On the D4 I’m using for development, at least, yes. I can take off the tailcap, remove the battery, have a conversation, then put it back together… and it doesn’t even notice the power was gone. Standby power is ridiculously low. But I don’t know if the FW3A will behave the same way.
I’ll chime in with a “Nay” for a simple ‘cut’ to exit muggle mode.
When I hand a light to a muggle, they immediately open it to look at the cell, then try their best to cross-thread it back together. :person_facepalming:
cut
- likely to be performed inadvertently
- muggles can’t learn about and use mechanical lockout
- muggles can’t change cells
cut-and-hold
+ unlikely to be perfomed inadvertently
+ simple for non-muggle to remember
password
+ great for gifting a light with the potential to be ‘unlocked’ after muggle is certified
- forgetful non-muggle could be locked out of their own light
I’m using TK’s amazing Andúril on several lights. Muggles (young and old) quickly understand its ramping UI.
I hand them a light and say, “Click for on and off. Hold to change brightness.” Andúril is so intuitive that they figure out reversing on their own.
I’d like muggle mode to have a ramp with a customizable floor and ceiling, with no access to turbo or blinkies.
Single-mode lights are boring, and even muggles deserve ramping! :partying_face:
Perhaps a ‘single output mode’ could be a separate feature?
Is there a decision which firmware is used?
I guess it will be the programmer with time for it. I have no preference for NarsilM or Andúril.
It would be nice when the two use the same commands.
NarsilM v1.2 beta uses 5 clicks for its tactical mode. Is 6 clicks in Andúril free?
25% to 33% is fine for “tactical use”, but no good for light painting (with various tools attached to the light) where 50% is the sweet spot for visual effects. I have a comparison photo in my S2+ review. It is a rapidly increasing market segment.
Right. This is unrelated to the FW3A, but I have an entirely different firmware in progress which will probably be a lot more interesting for light painting. It uses a RAGB quad-color setup and lets the user configure a reasonably wide variety of lighting patterns in a manner similar to how analog synthesizers let people sculpt sounds. It’s, um, simpler than an analog synth, but the general concepts are basically the same. If you want to oscillate suddenly between two different states with a 50% duty cycle (like a strobe), simple, tell it what those two states are and configure it to do a square wave between them. You can also overlay another waveform simultaneously, with a different shape/frequency/intensity, if you like. For example, it’s easy to make a police flasher this way — slow square wave between red and blue plus a fast square wave between dim and bright. But plenty of less-jarring combinations are possible too.
The intent is for use in a lightsaber, to paint neat-looking patterns in the air while swinging it around. I’d imagine it should work pretty well for more general light painting too.
The cut-and-hold thing can be done, though it’ll cost a little extra space. It also uses up a UI action which might be useful for other things. Holding the button while connecting power might be a good way to reset to factory defaults, for example. That’s a thing which isn’t implemented at all right now, and hold-at-boot is probably the easiest way to do it. But I don’t know what would be the best UI choice for hold-at-boot.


ASSIGNMENT:
Copy out the entries that follow exactly, leaving every picture behind.

[Dataset entries]
********

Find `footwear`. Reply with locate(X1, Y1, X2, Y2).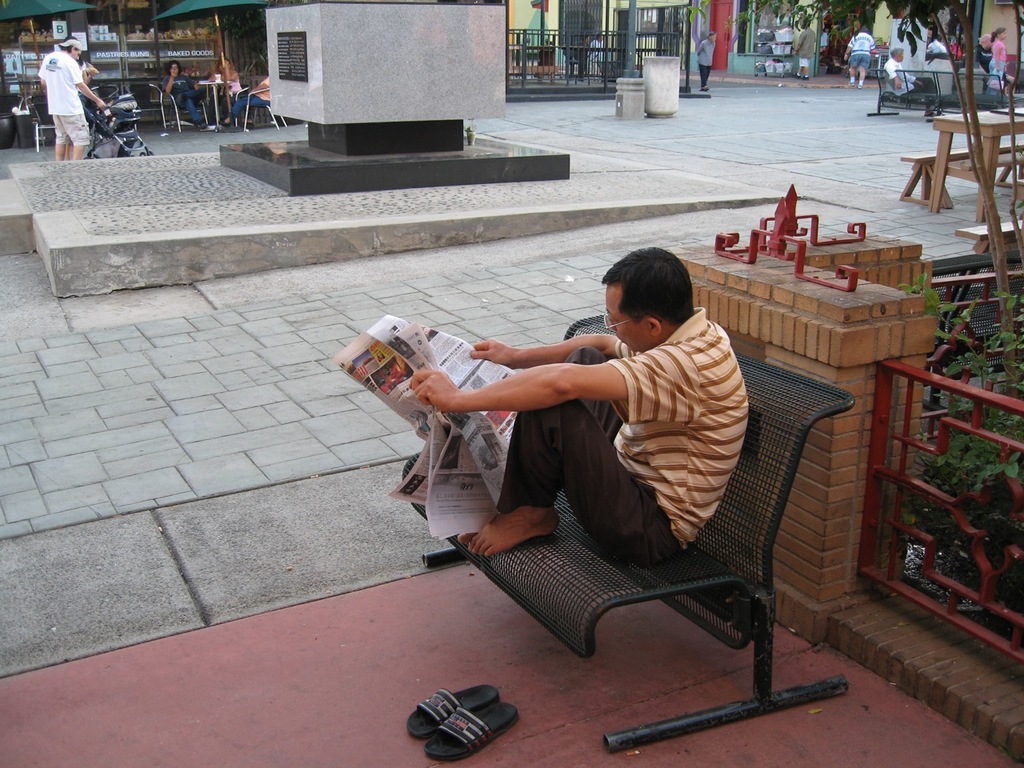
locate(246, 124, 254, 130).
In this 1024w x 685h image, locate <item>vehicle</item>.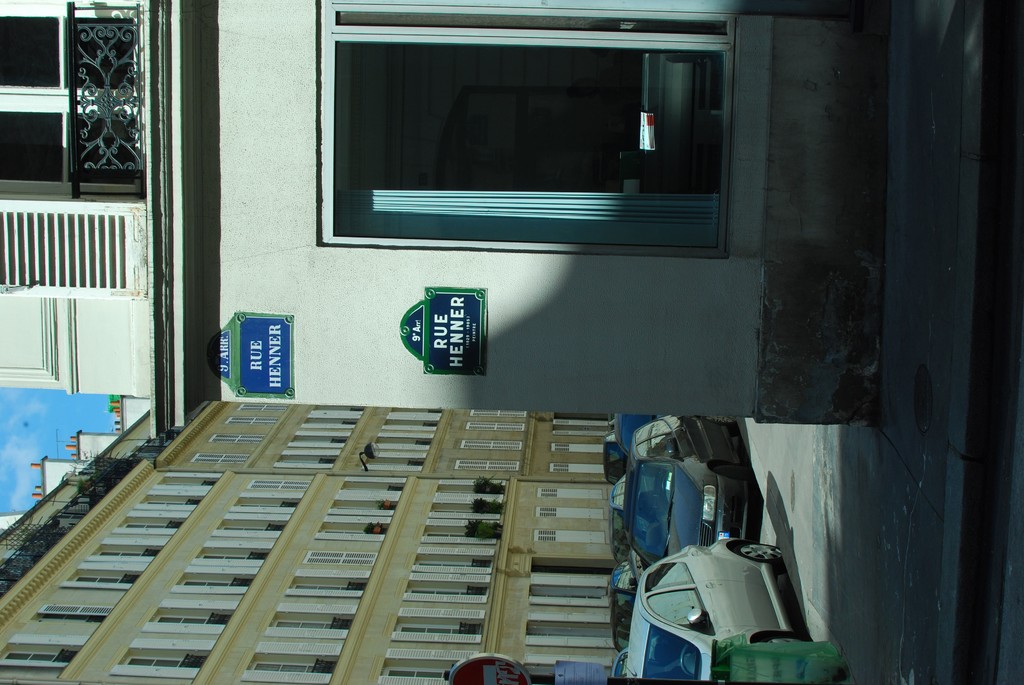
Bounding box: 608 512 831 673.
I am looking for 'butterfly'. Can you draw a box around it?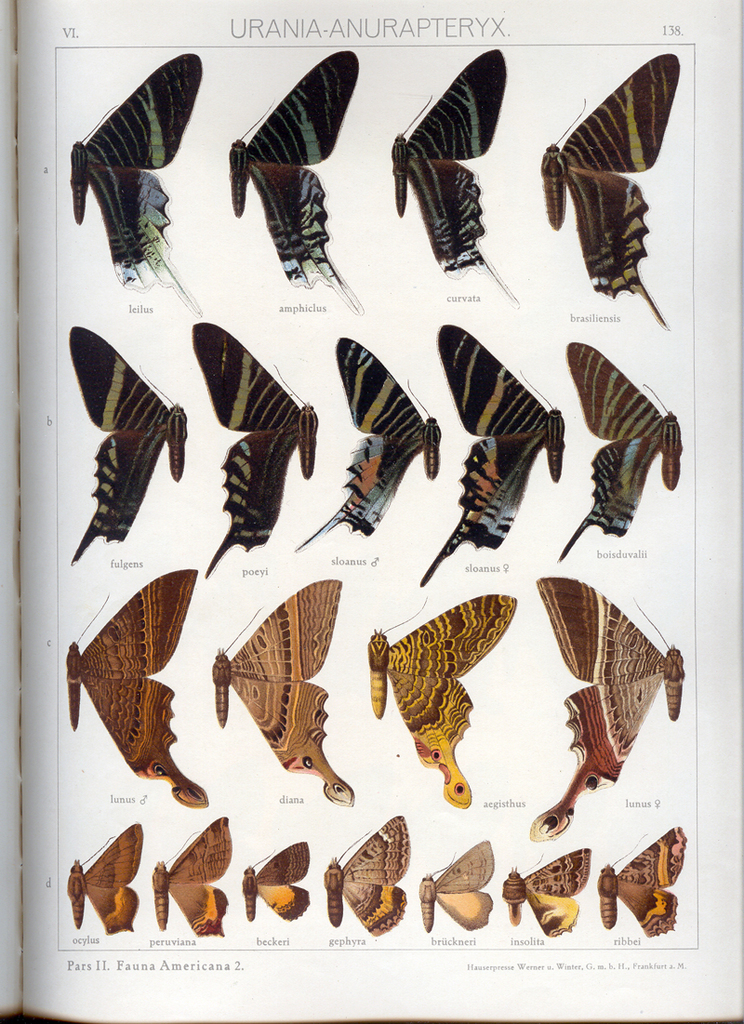
Sure, the bounding box is BBox(65, 320, 191, 568).
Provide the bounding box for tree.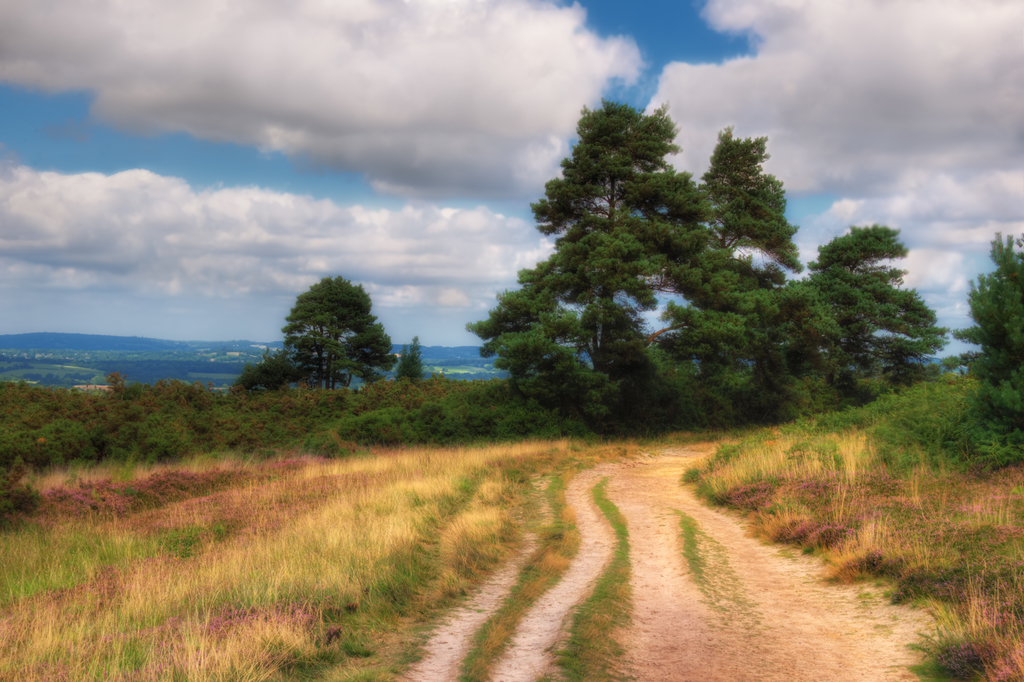
801/226/955/412.
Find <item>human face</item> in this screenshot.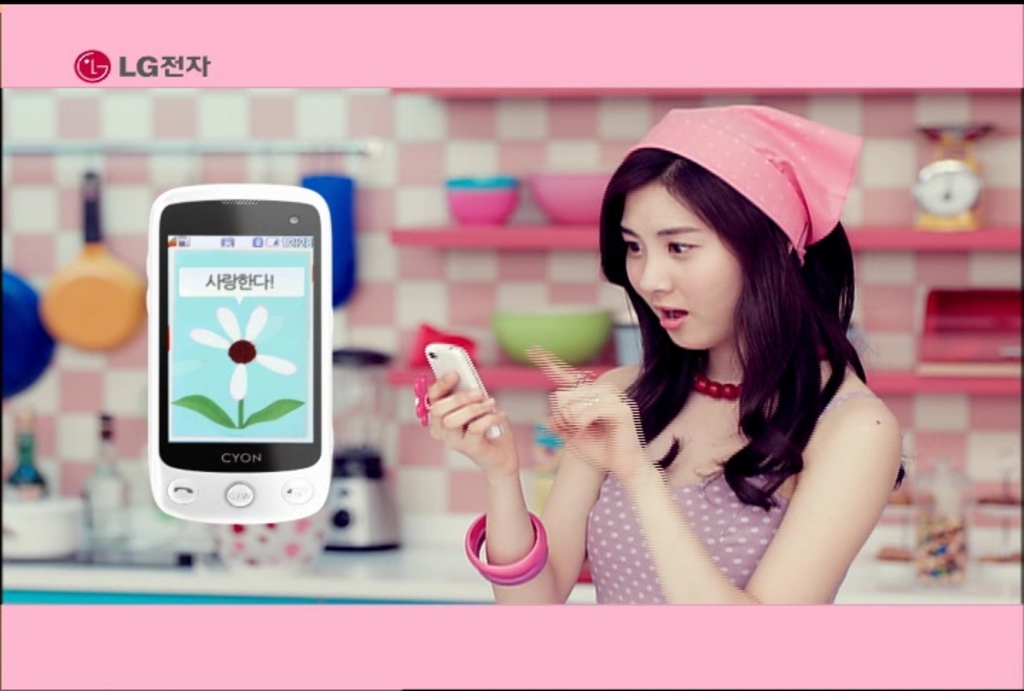
The bounding box for <item>human face</item> is box=[616, 185, 741, 350].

********

WRITTEN SOLUTION:
Find `footwear`. Reply with locate(X1, Y1, X2, Y2).
locate(246, 124, 254, 130).
In this 1024w x 685h image, locate <item>vehicle</item>.
Bounding box: 608 512 831 673.
I am looking for 'butterfly'. Can you draw a box around it?
Sure, the bounding box is BBox(65, 320, 191, 568).
Provide the bounding box for tree.
801/226/955/412.
Find <item>human face</item> in this screenshot.
The bounding box for <item>human face</item> is box=[616, 185, 741, 350].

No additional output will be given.